Five schools in one city issued coronavirus warnings to parents after a local scout leader was revealed to be the British ‘super-spreader’ of the disease.
Stephen Walsh, 53, broke his silence after discovering he was the source of an extraordinary web of cases stretching across the UK and Europe.
Speaking from an NHS isolation room, the sales executive yesterday revealed he had ‘fully recovered’ and insisted he acted as quickly as possible once he realised the threat he posed.
Stephen Walsh, 53, inadvertently brought coronovirus to the UK having attended a conference in Singapore. Health officials told people he had been in contact with to ‘self-isolate’
The County Oak Medical Centre in Brighton had to be cleaned thoroughly after a GP contracted the virus having been in contact with Mr Walsh
Staff at the Grenadier pub in Hove were also asked to self-isolate after being in contact with Mr Walsh
Steve Walsh, pictured, self-isolated himself after being warned he might have been at risk of the disease and then went into quarantine after he became symptomatic. He has since recovered from the virus
Two GP surgeries in his home city of Brighton and Hove have been closed and a nursing home was yesterday placed in lockdown as a precaution.
Meanwhile, several schools have been told to place themselves in quarantine. One of the largest secondary schools in Brighton yesterday told parents a ‘member of its community’ was in quarantine because of suspected coronavirus contact.
Varndean School, which has around 1,300 pupils, was one of the schools in the city to announce that somebody connected to it had been told to ‘self-isolate’ for 14 days by Public Heath England.
Parents at Cottesmore St Mary’s Catholic Primary School in Hove told of their shock after learning two pupils – thought to be Mr Walsh’s children – were in quarantine.
Mr Walsh, a cub scout leader and father-of-two from Hove who children refer to as Shere Khan after the tiger from Jungle Book, contracted the virus after travelling to a business conference in Singapore in mid-January.
But after almost two weeks of carrying the virus, authorities discovered he was linked to at least 11 cases in the UK, France and Spain.
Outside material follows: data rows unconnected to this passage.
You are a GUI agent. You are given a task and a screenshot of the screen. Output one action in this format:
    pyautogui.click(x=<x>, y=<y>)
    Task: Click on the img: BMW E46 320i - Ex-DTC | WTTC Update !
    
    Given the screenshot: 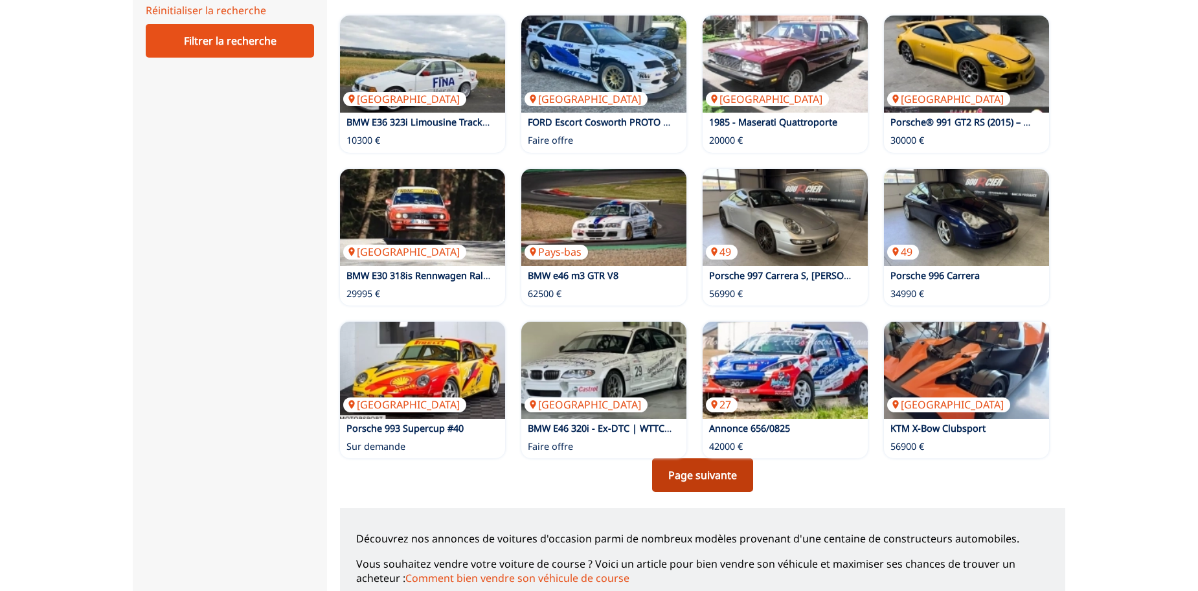 What is the action you would take?
    pyautogui.click(x=604, y=370)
Yesterday, authorities were still tracking the contacts of Mr Walsh and his five associates – including two GPs – who have also tested positive in the Brighton area over the last few days.
One of the two infected GPs also worked at the A&E unit at Worthing Hospital in West Sussex, which was last night contacting patients and staff to tell them what precautions they should take.
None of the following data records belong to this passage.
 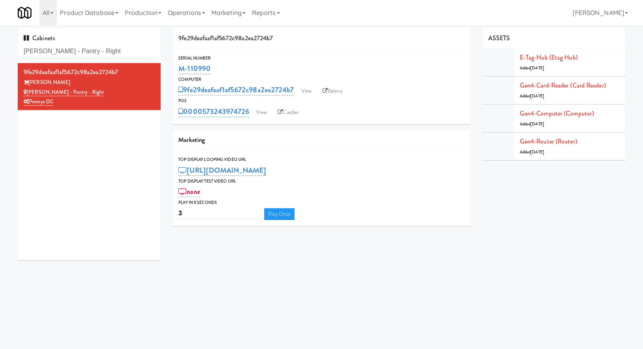 What do you see at coordinates (89, 51) in the screenshot?
I see `input: Search cabinets` at bounding box center [89, 51].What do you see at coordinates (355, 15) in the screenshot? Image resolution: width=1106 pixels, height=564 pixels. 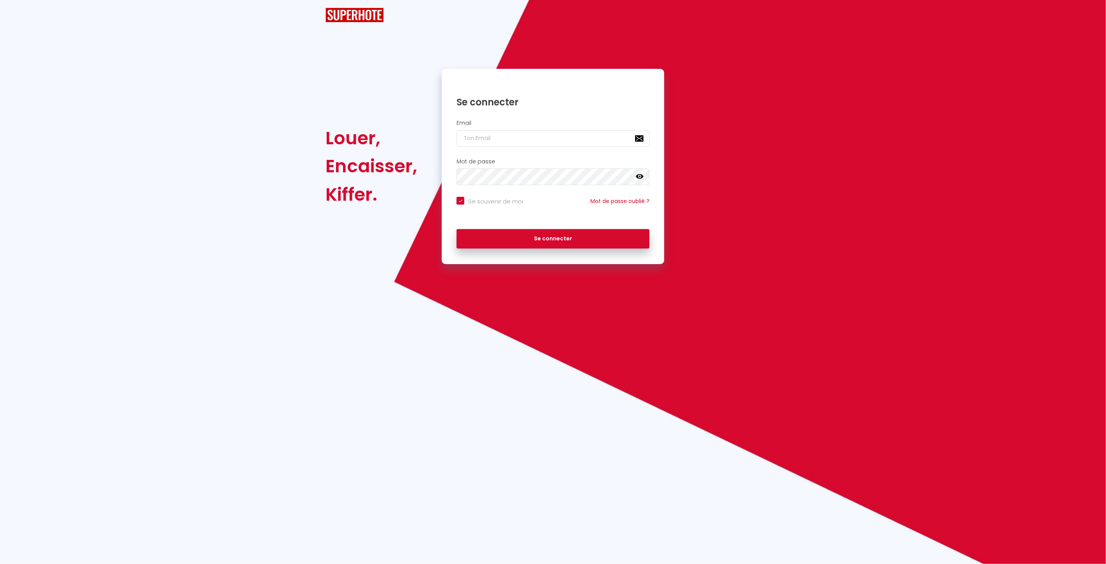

The doctor, who has not been identified, treated a ‘small number’ of patients at the hospital on February 4 and 5 before they became unwell and ‘self-isolated’.
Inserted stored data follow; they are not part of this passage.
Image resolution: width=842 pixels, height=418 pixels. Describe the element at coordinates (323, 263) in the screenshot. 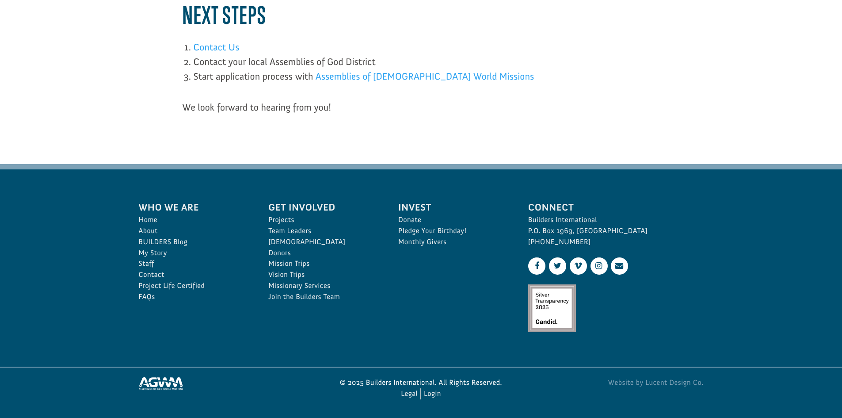

I see `a: Mission Trips` at that location.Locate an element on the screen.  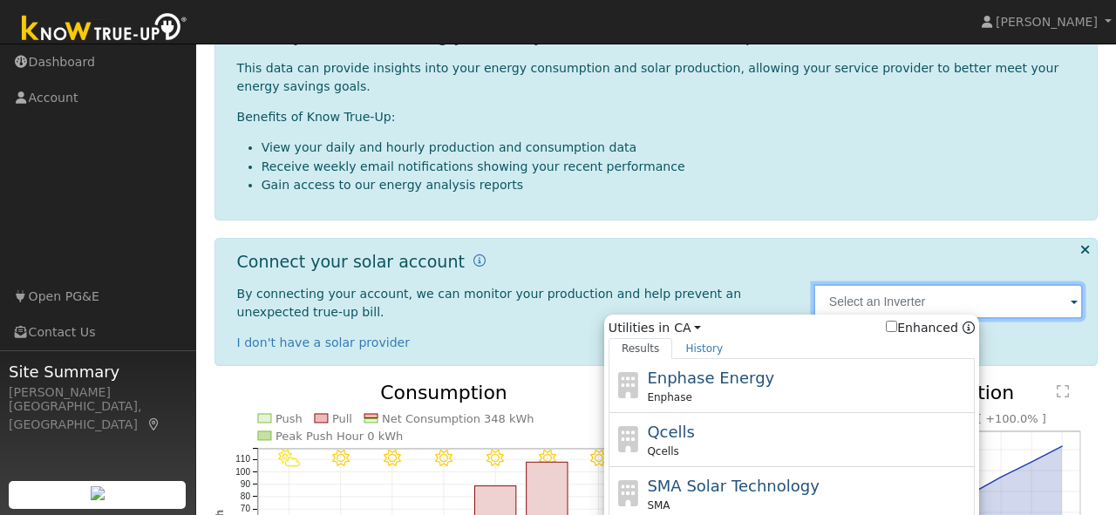
span: Site Summary is located at coordinates (98, 371).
Boris Johnson last night said the UK should be ‘confident and calm’ over the threat of coronavirus. Speaking in Birmingham, the Prime Minister praised the response of the NHS and said anyone concerned should ‘simply follow their advice’.
During Mr Walsh’s 6,736-mile journey home from Singapore, he stopped in the French Alps for a four-day ski holiday, with several of his associates on the trip since testing positive. He contacted his GP, the NHS’s 111 helpline and Public Health England as soon as he realised he may have encountered the virus at the conference.
‘I was advised to attend an isolated room at hospital, despite showing no symptoms, and subsequently self-isolated at home as instructed,’ he said. ‘When the diagnosis was confirmed I was sent to an isolation unit in hospital, where I remain, and, as a precaution, my family was also asked to isolate themselves.’ The businessman has been treated at St Thomas’ Hospital in London since his case was confirmed last Thursday. He is an employee of Servomex, a British gas analytics firm that organised the conference in the Grand Hyatt hotel in Singapore where he and employees in other countries contracted the virus.
After returning home to the UK on January 28, Mr Walsh was told to work from home by his company over then-unfounded concerns about the virus’s circulation at the conference. But he is understood to have gone about his everyday life as normal until February 3 when the company found out that one of the conference’s 94 attendees had contracted the virus.
The cases related to Mr Walsh have prompted authorities to hunt for all those who may have come into contact with him and the other carriers.
÷ Nearly two-thirds of the global population could be infected with the virus if it is not properly controlled, an expert has warned. Professor Gabriel Leung, chairman of public health medicine at Hong Kong University based his claim on figures which show the average infected person transmits the virus to 2.5 other individuals.